Unlike a new iPhone, Mac or Apple Watch, for the overwhelming majority of people tuning into the event, a Reality Pro purchase won’t be considered in the immediate future. Most of us won’t buy one for at least the first 2-3 generations.
The true intrigue will be how Apple goes about setting the table for the future by explaining what it hopes to achieve in this sector. Firstly, does the first Reality Pro headset mark Apple’s attempts to eventually supplant the iPhone as its most important product?
Or is the company simply looking to develop the single best version of this technology and dominate the market as it does with its important products that sit below the iPhone in the pecking order? Like tablets, true wireless earphones, and smartwatches.

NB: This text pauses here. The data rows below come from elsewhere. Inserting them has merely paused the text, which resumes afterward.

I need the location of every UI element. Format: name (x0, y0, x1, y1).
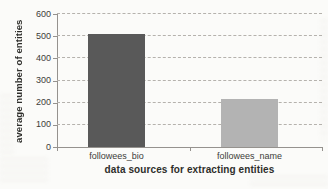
x-axis-title: data sources for extracting entities (57, 163, 322, 176)
y-tick-label: 500 (23, 31, 51, 42)
y-tick-label: 200 (23, 97, 51, 108)
plot-area: 0100200300400500600followees_biofollowee… (0, 0, 328, 189)
x-tick-label-followees_name: followees_name (195, 151, 305, 162)
x-tick-mark (57, 147, 58, 151)
y-tick-label: 300 (23, 75, 51, 86)
y-tick-mark (53, 58, 58, 59)
y-tick-label: 0 (23, 142, 51, 153)
y-tick-mark (53, 81, 58, 82)
bar-chart-figure: average number of entities 0100200300400… (0, 0, 328, 189)
y-tick-mark (53, 103, 58, 104)
gridline-600 (57, 13, 322, 14)
y-tick-mark (53, 125, 58, 126)
bar-followees_bio (88, 34, 145, 147)
y-tick-label: 600 (23, 9, 51, 20)
bar-followees_name (221, 99, 278, 147)
x-tick-mark (322, 147, 323, 151)
y-tick-label: 400 (23, 53, 51, 64)
y-tick-mark (53, 36, 58, 37)
x-tick-label-followees_bio: followees_bio (62, 151, 172, 162)
y-tick-mark (53, 14, 58, 15)
x-tick-mark (190, 147, 191, 151)
y-tick-label: 100 (23, 119, 51, 130)
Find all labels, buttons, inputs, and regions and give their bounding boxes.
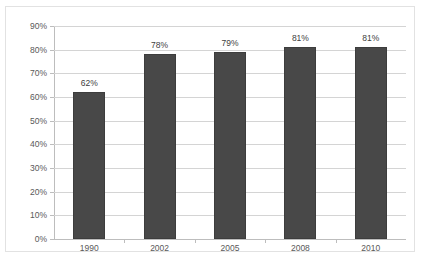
x-axis-tick-mark [265, 239, 266, 243]
x-axis-tick-label: 2002 [130, 244, 190, 253]
bar [144, 54, 176, 239]
bar [214, 52, 246, 239]
bar-value-label: 62% [59, 79, 119, 88]
y-axis-tick-mark [50, 50, 54, 51]
y-axis-tick-mark [50, 192, 54, 193]
y-axis-tick-mark [50, 239, 54, 240]
y-axis-tick-label: 60% [11, 93, 47, 102]
y-axis-tick-mark [50, 168, 54, 169]
bar [284, 47, 316, 239]
x-axis-tick-label: 2005 [200, 244, 260, 253]
y-axis-tick-mark [50, 97, 54, 98]
gridline [54, 239, 406, 240]
y-axis-tick-mark [50, 121, 54, 122]
x-axis-tick-label: 1990 [59, 244, 119, 253]
y-axis-tick-mark [50, 26, 54, 27]
y-axis-tick-label: 70% [11, 69, 47, 78]
plot-area [54, 26, 406, 239]
x-axis-tick-mark [124, 239, 125, 243]
y-axis-tick-label: 90% [11, 22, 47, 31]
bar-value-label: 78% [130, 41, 190, 50]
y-axis-tick-label: 20% [11, 187, 47, 196]
chart-frame: 0%10%20%30%40%50%60%70%80%90% 62%199078%… [5, 6, 415, 252]
bar [73, 92, 105, 239]
y-axis-tick-mark [50, 215, 54, 216]
bar-value-label: 81% [341, 34, 401, 43]
y-axis-tick-mark [50, 73, 54, 74]
y-axis-tick-mark [50, 144, 54, 145]
gridline [54, 26, 406, 27]
y-axis-tick-labels: 0%10%20%30%40%50%60%70%80%90% [6, 7, 47, 260]
y-axis-tick-label: 40% [11, 140, 47, 149]
x-axis-tick-label: 2010 [341, 244, 401, 253]
y-axis-tick-label: 10% [11, 211, 47, 220]
bar-value-label: 79% [200, 39, 260, 48]
bar-value-label: 81% [270, 34, 330, 43]
y-axis-tick-label: 50% [11, 116, 47, 125]
bar [355, 47, 387, 239]
x-axis-tick-mark [195, 239, 196, 243]
y-axis-tick-label: 80% [11, 45, 47, 54]
x-axis-tick-label: 2008 [270, 244, 330, 253]
y-axis-tick-label: 30% [11, 164, 47, 173]
gridline [54, 50, 406, 51]
x-axis-tick-mark [336, 239, 337, 243]
y-axis-tick-label: 0% [11, 235, 47, 244]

After all, there’s probably a good few quid in supplanting the Meta Quest 3 lineage as the top dog for hardware, while also cashing-in on the ecosystem through an rxOS App Store. However, it’s not going to carry the future of the company into the next decade or more. Unless the vision is much grander than that.
Life as we know it
Furthermore, what indications will we receive from the announcement that Apple’s vision for mixed reality can eventually alter the way we live our lives, as the iPhone indisputably has?

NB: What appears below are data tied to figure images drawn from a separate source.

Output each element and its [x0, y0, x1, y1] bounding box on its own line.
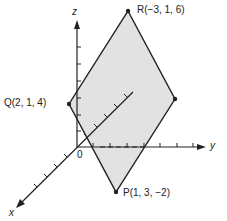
y-axis-label: y: [210, 140, 215, 151]
origin-label: 0: [77, 149, 83, 160]
point-S: [173, 97, 177, 101]
parallelogram: [69, 11, 175, 192]
parallelogram-3d-diagram: z y x 0 R(−3, 1, 6) Q(2, 1, 4) P(1, 3, −…: [0, 0, 227, 221]
y-arrow-icon: [197, 144, 206, 150]
diagram-canvas: [0, 0, 227, 221]
point-R-label: R(−3, 1, 6): [137, 4, 185, 15]
x-axis-label: x: [9, 207, 14, 218]
point-P-label: P(1, 3, −2): [123, 187, 170, 198]
point-Q: [67, 102, 71, 106]
point-Q-label: Q(2, 1, 4): [4, 97, 46, 108]
point-R: [126, 9, 130, 13]
z-arrow-icon: [74, 20, 80, 29]
z-axis-label: z: [72, 6, 77, 17]
point-P: [114, 190, 118, 194]
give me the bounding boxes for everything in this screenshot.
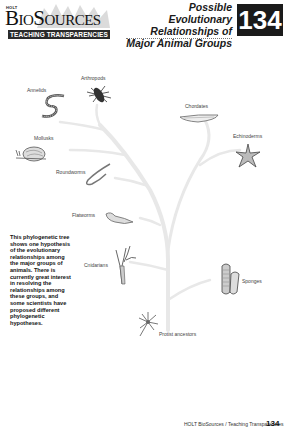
description-text: This phylogenetic tree shows one hypothe…	[10, 234, 72, 326]
cnidarian-hydra-icon	[112, 240, 138, 286]
arthropod-insect-icon	[85, 82, 113, 108]
phylogenetic-tree	[0, 0, 287, 431]
label-roundworms: Roundworms	[56, 169, 85, 175]
footer-page-number: 134	[266, 419, 279, 428]
label-sponges: Sponges	[242, 278, 262, 284]
sponge-icon	[218, 262, 242, 298]
annelid-worm-icon	[38, 92, 68, 120]
flatworm-icon	[103, 210, 135, 226]
chordate-lancelet-icon	[178, 112, 220, 124]
roundworm-icon	[82, 162, 112, 188]
label-cnidarians: Cnidarians	[84, 262, 108, 268]
echinoderm-starfish-icon	[234, 142, 262, 170]
label-mollusks: Mollusks	[34, 135, 53, 141]
label-flatworms: Flatworms	[72, 212, 95, 218]
label-echinoderms: Echinoderms	[233, 133, 262, 139]
label-protist-ancestors: Protist ancestors	[159, 331, 196, 337]
mollusk-snail-icon	[14, 144, 48, 162]
label-arthropods: Arthropods	[81, 75, 105, 81]
protist-icon	[136, 310, 160, 338]
label-chordates: Chordates	[185, 103, 208, 109]
label-annelids: Annelids	[27, 87, 46, 93]
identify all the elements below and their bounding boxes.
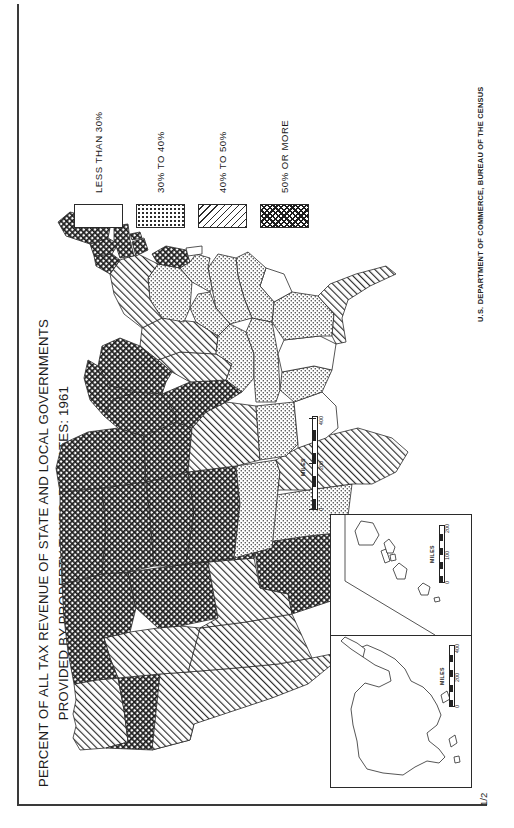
hawaii-scale-seg [439,534,443,541]
state-minnesota [56,428,146,492]
state-nebraska [146,472,194,566]
map-page: PERCENT OF ALL TAX REVENUE OF STATE AND … [0,0,514,828]
state-wyoming [128,562,218,628]
state-connecticut [132,238,148,256]
main-scale-tick [309,418,316,419]
legend-item[interactable]: 50% OR MORE [260,111,309,228]
swatch-crosshatched-icon [260,204,309,228]
map-sheet: PERCENT OF ALL TAX REVENUE OF STATE AND … [0,0,514,828]
island-niihau [434,597,440,602]
island-kauai [418,583,430,595]
swatch-blank-icon [74,204,123,228]
alaska-scale-bar: MILES 0 200 400 [439,641,461,707]
state-alabama [278,336,336,372]
main-scale-tick-2: 400 [318,416,324,425]
page-folio: 1/2 [478,793,489,806]
swatch-hatched-icon [198,204,247,228]
map-legend: LESS THAN 30% 30% TO 40% 40% TO 50% 50% … [74,111,322,228]
alaska-scale-seg [449,700,453,707]
legend-item[interactable]: 40% TO 50% [198,111,247,228]
hawaii-scale-seg [439,576,443,583]
alaska-aleutian-islands [454,756,460,763]
main-scale-bar: MILES 0 200 400 [300,410,326,510]
alaska-scale-tick-0: 0 [454,705,460,708]
main-scale-seg [312,430,316,441]
legend-label: 40% TO 50% [217,131,228,193]
legend-label: 50% OR MORE [279,120,290,193]
main-scale-tick-0: 0 [318,508,324,511]
main-scale-unit-label: MILES [300,458,306,476]
state-rhode-island [130,232,142,240]
island-lanai [390,554,396,561]
main-scale-tick [309,509,316,510]
alaska-panhandle [341,637,365,657]
agency-credit: U.S. DEPARTMENT OF COMMERCE, BUREAU OF T… [476,87,485,322]
legend-item[interactable]: LESS THAN 30% [74,111,123,228]
hawaii-scale-bar: MILES 0 100 200 [429,521,451,583]
legend-item[interactable]: 30% TO 40% [136,111,185,228]
alaska-aleutian-islands [449,735,457,747]
state-massachusetts [114,224,134,258]
state-kansas [186,466,240,564]
hawaii-scale-tick-2: 200 [444,524,450,533]
swatch-dotted-icon [136,204,185,228]
alaska-scale-seg [449,685,453,692]
alaska-scale-tick-1: 200 [454,673,460,682]
state-south-dakota [102,482,154,574]
alaska-inset: MILES 0 200 400 [330,634,472,788]
state-delaware [186,246,202,256]
main-scale-seg [312,476,316,487]
alaska-scale-seg [449,670,453,677]
island-hawaii [355,521,379,545]
main-scale-tick-1: 200 [318,461,324,470]
hawaii-scale-unit-label: MILES [429,545,435,563]
main-scale-tick [309,463,316,464]
island-oahu [393,563,407,579]
state-alaska [351,645,445,775]
alaska-scale-seg [449,655,453,662]
hawaii-scale-tick-1: 100 [444,551,450,560]
legend-label: LESS THAN 30% [93,111,104,193]
hawaii-scale-tick-0: 0 [444,581,450,584]
hawaii-scale-seg [439,548,443,555]
hawaii-scale-seg [439,562,443,569]
hawaii-inset: MILES 0 100 200 [330,514,472,636]
legend-label: 30% TO 40% [155,131,166,193]
state-north-dakota [60,488,106,584]
alaska-scale-unit-label: MILES [439,667,445,685]
alaska-scale-tick-2: 400 [454,644,460,653]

How is Apple laying the groundwork for those experiences today, with an eye on a desired eventuality – that tens or hundreds of millions of people will own a future version of this headset/piece of eyewear?
Will this announcement leave us knowing that, inevitably, we’ll be walking around town wearing future Reality Pro generations (priced more like an iPhone than a top-end television) that’ll constantly augment a new reality.

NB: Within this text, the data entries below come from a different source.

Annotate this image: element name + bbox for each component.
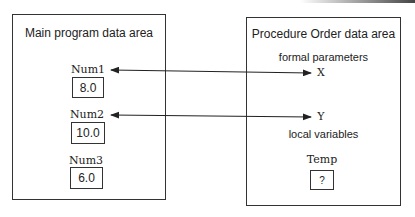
arrow-num1-x — [111, 70, 311, 73]
binding-arrows — [0, 0, 415, 217]
arrow-num2-y — [111, 115, 311, 117]
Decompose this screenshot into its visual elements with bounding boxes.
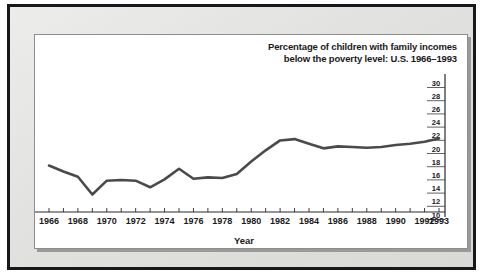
y-axis-tick-label: 14 [432,184,441,193]
y-axis-tick-label: 18 [432,158,440,167]
y-axis-tick-label: 24 [432,118,441,127]
y-axis-tick-label: 20 [432,145,440,154]
x-axis-tick-label: 1968 [68,216,88,226]
y-axis-tick-label: 16 [432,171,440,180]
x-axis-tick-label: 1972 [126,216,146,226]
y-axis-tick-label: 12 [432,197,440,206]
chart-panel: Percentage of children with family incom… [34,34,468,249]
x-axis-tick-label: 1966 [39,216,59,226]
chart-figure: Percentage of children with family incom… [0,0,483,277]
x-axis-title-group: Year [234,235,254,246]
x-axis-tick-label: 1993 [429,216,449,226]
x-axis-tick-label: 1978 [212,216,232,226]
x-axis-tick-label: 1988 [357,216,377,226]
x-axis-group: 1966196819701972197419761978198019821984… [35,208,449,226]
x-axis-title: Year [234,235,254,246]
y-axis-group: 3028262422201816141210 [427,74,445,220]
x-axis-tick-label: 1980 [241,216,261,226]
x-axis-tick-label: 1974 [155,216,175,226]
x-axis-tick-label: 1986 [328,216,348,226]
x-axis-tick-label: 1976 [183,216,203,226]
y-axis-tick-label: 26 [432,105,440,114]
x-axis-tick-label: 1984 [299,216,319,226]
x-axis-tick-label: 1970 [97,216,117,226]
x-axis-tick-label: 1990 [386,216,406,226]
y-axis-tick-label: 28 [432,92,440,101]
x-axis-tick-label: 1982 [270,216,290,226]
figure-outer-frame: Percentage of children with family incom… [7,4,476,270]
data-series-line [49,138,439,194]
chart-plot-area: 3028262422201816141210 19661968197019721… [35,35,469,250]
y-axis-tick-label: 30 [432,79,440,88]
series-group [49,138,439,194]
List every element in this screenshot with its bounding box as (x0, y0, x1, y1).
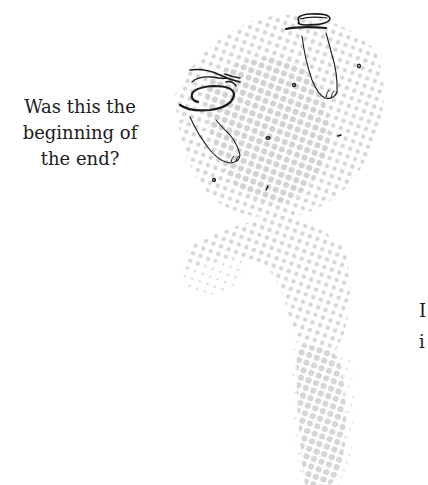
cropped-side-text: I i (419, 295, 426, 357)
caption-line: beginning of (0, 120, 160, 146)
halftone-middle-area (180, 215, 350, 360)
side-text-line: I (419, 295, 426, 326)
halftone-lower-area (292, 339, 355, 485)
halftone-figure-illustration (0, 0, 428, 485)
caption-line: the end? (0, 146, 160, 172)
caption-line: Was this the (0, 94, 160, 120)
side-text-line: i (419, 326, 426, 357)
caption-text: Was this the beginning of the end? (0, 94, 160, 172)
halftone-upper-area (175, 15, 384, 218)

Will we see any evidence from the keynote that Apple’s vision for this technology – as has so often been the case – will be the one that cuts through to the masses and makes it mainstream. It happened with MP3 players, tablets, and smartwatches.
What nuggets will be able to take from the Reality Pro launch that tells us, “yep, they’ve done it again… this is going to be huge”? Not now, but half a decade from now.
What will be the software-based special sauce, which transcends what we’ve seen from Meta, HTC, Magic Leap and other companies in this space? You know those pieces of Cupertino magic that often make us think “this is going to change everything.”
Apple has an awful lot riding on its mixed reality endeavours being a success. Perhaps as much as Meta, which has bet the farm on its desire to move everyone from the apps to a Metaverse.
What will we learn about the future of Apple as a company from this launch? Will we come away with an indication that there’s a new golden era beyond the iPhone now those products have ceased to wow with its annual updates?
Right now there are far more questions than answers. This might be the most important Apple product since the first iPhone launched more than 15 years ago. We might not know it for a few years, but June 5 will lay the groundwork.